British archaeologists have finally dug out some really hard evidence to help them solve the mystery surrounding the prehistoric circle of giant stones located in the south west of England.
It turns out that Stonehenge may have served as a burial ground for at least 500 years after it was build around 3,000 B.C., according to new radiocarbon dates of human remains excavated from the ancient stone monument.
It was initially believed that Stonehenge was used as a cemetery between 2700 B.C. and 2600 B.C. but researchers with the Stonehenge Riverside Project announced on Thursday that they are convinced the area was built and then grew as a "domain of the ancestors."
"It’s now clear that burials were a major component of Stonehenge in all its main stages," said Mike Parker Pearson, an archaeologist at the University of Sheffield in England, "Stonehenge was a place of burial from its beginning to its zenith in the mid-third millennium B.C."
The role of Stonehenge has been the focus of heated debate for years, with archaeologists claiming that it might have been an astronomical observatory, a cemetery, or a religious complex. But until recently, there was no strong proof to any of the hypotheses.
Pearson and his team studied the remains of three people, all of which were excavated in the 1950s and had been stored at the nearby Salisbury Museum. It's only in the past few years that radiocarbon dating methods have advanced enough to determine the remains' age, Pearson explained. 49 other cremation remains were discovered in the 1920s but were reburied after researches determined they couldn't be scientifically useful.
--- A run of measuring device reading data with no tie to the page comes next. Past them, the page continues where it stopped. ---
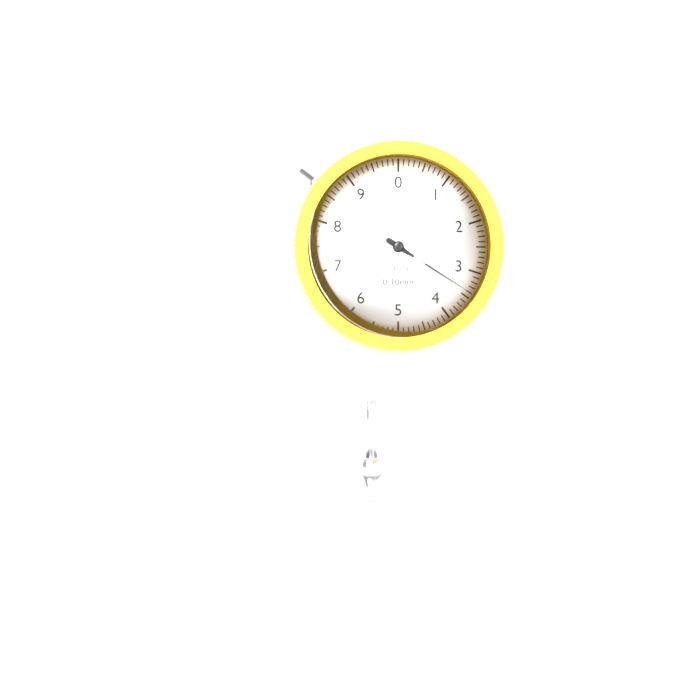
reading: 3.4 mm
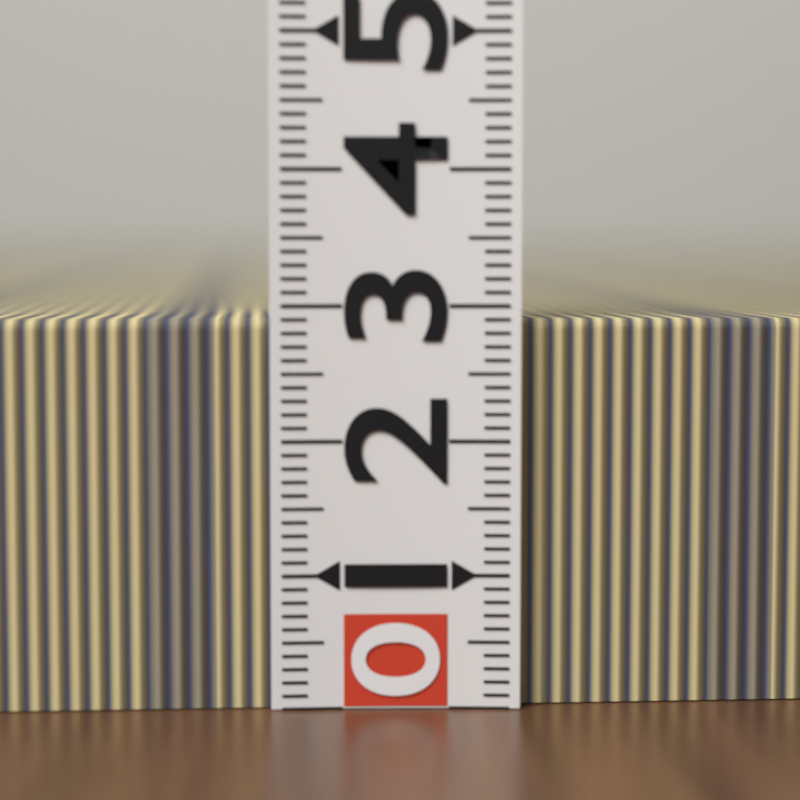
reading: 2.9 (no unit)
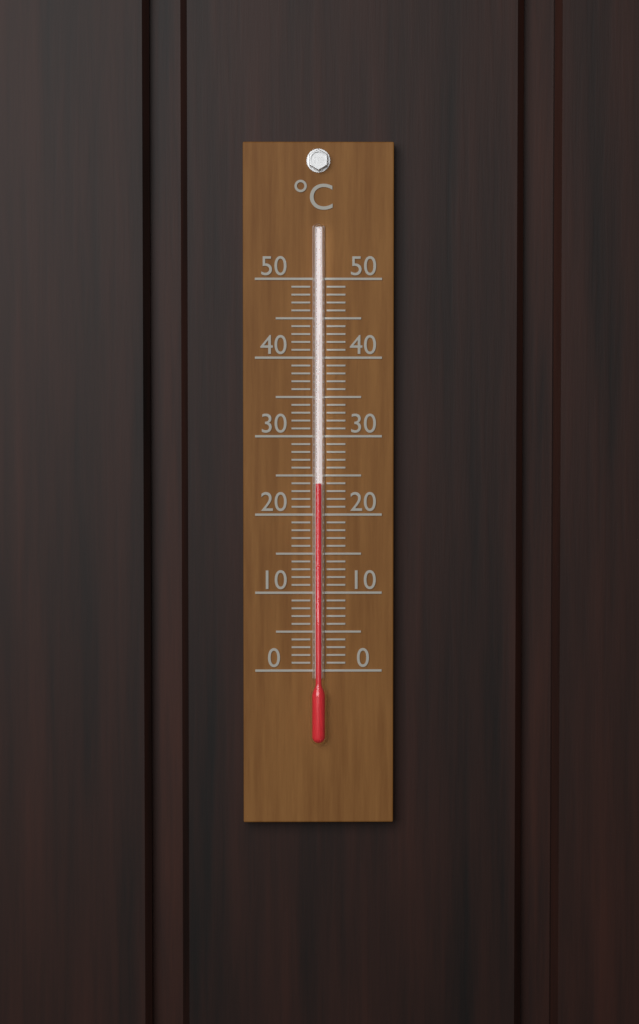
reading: 24 °C
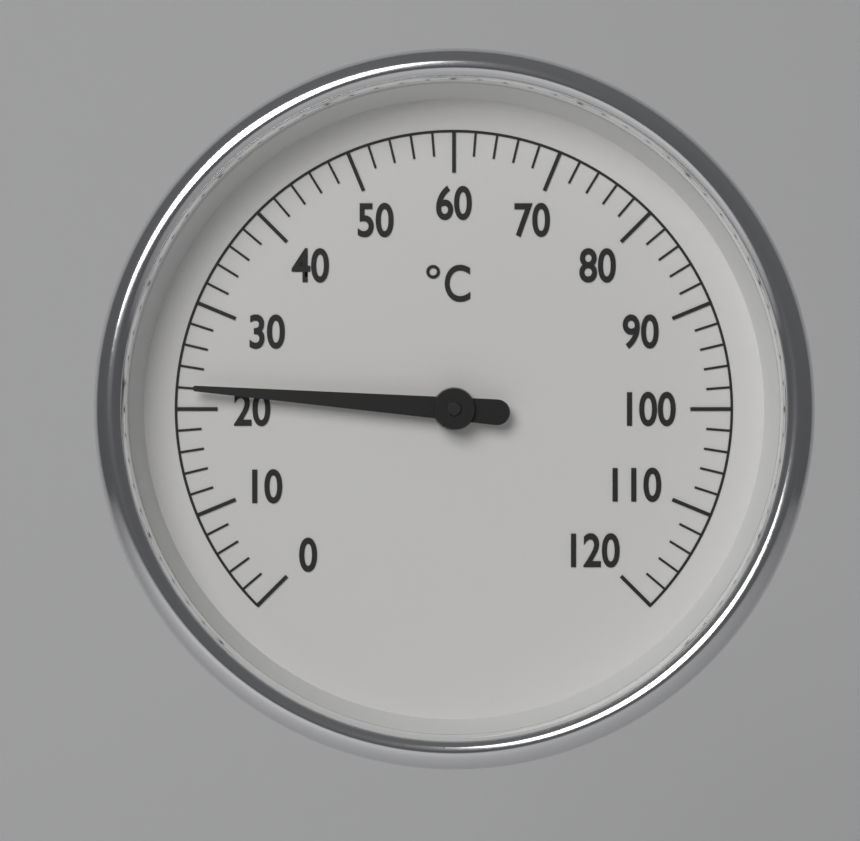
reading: 22 °C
They estimated that up to 240 people were buried there, all as cremation deposits.
"Fifty-two cremation burials were actually excavated in the 20th century, when excavations took place on a big scale," Pearson was quoted by
ABCnews as saying on ABC Radio's AM program.
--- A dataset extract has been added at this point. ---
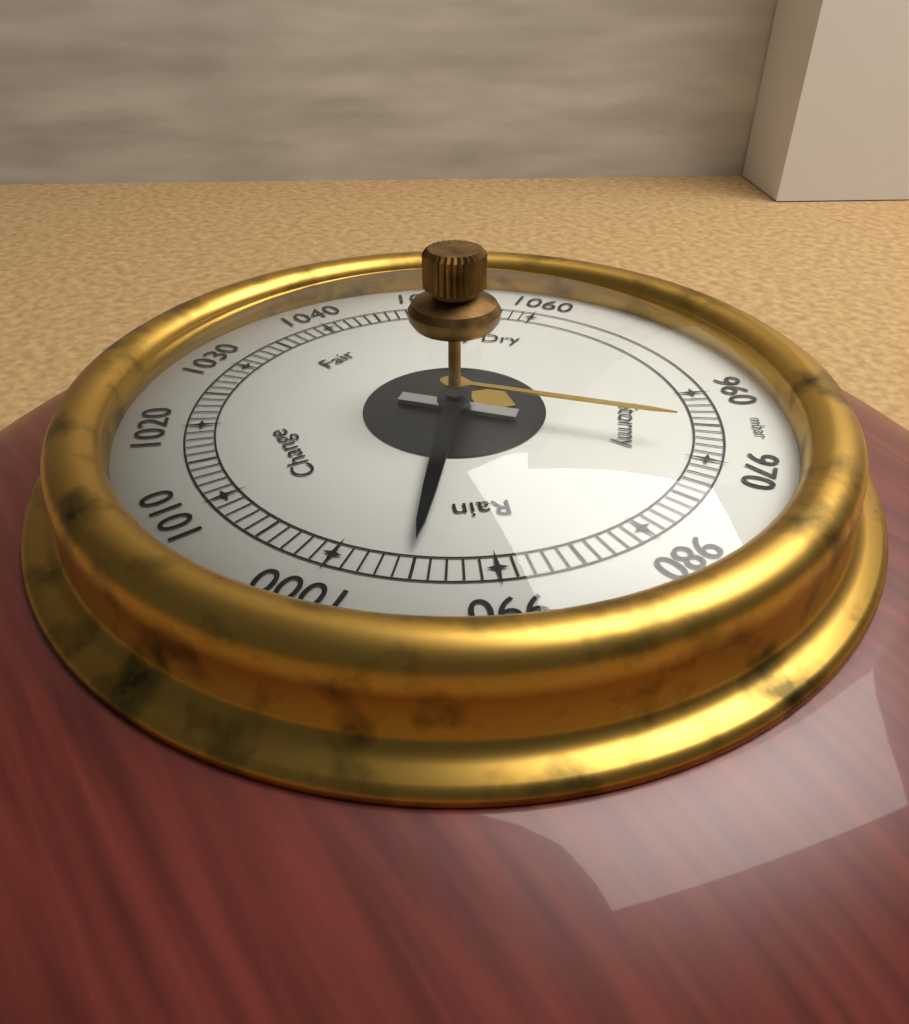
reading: 995 mbar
"Although most of them got thrown away, three of them were kept in a museum.
"With new developments in radio-carbon dating, we can actually date burnt bone now, and we've been able to find out that people were buried at Stonehenge right from its kick-off, right from the beginning, all the way through until after the really big stones were put up."
Other evidence from the British Isles shows that skeletal burials were rare at this time and that cremation was the custom for the elite.
Researchers also discovered nearly 1,000 homes nearby at Durrington Walls, 3 kilometers north west of Stonehenge, which they said appeared to be seasonal homes related to Stonehenge.
"It's a quite extraordinary settlement, we've never seen anything like it before," Parker Pearson said. The village appeared to be a land of the living and Stonehenge a land of the ancestors, he said.
Presenting his data at a teleconference organized by the National Geographic Society, which will run a story about Stonehenge in its June issue and feature the new burial data on National Geographic Channel on Sunday, another member of Pearson's team, Andrew Chamberlain, also a professor at the Sheffield University, said they have reasons to believe that the cremation burials represent the natural deaths of a single elite family and its descendants, perhaps a ruling dynasty.
"I don't think it was the common people getting buried at Stonehenge — it was clearly a special place at that time. One has to assume anyone buried there had some good credentials," Pearson added.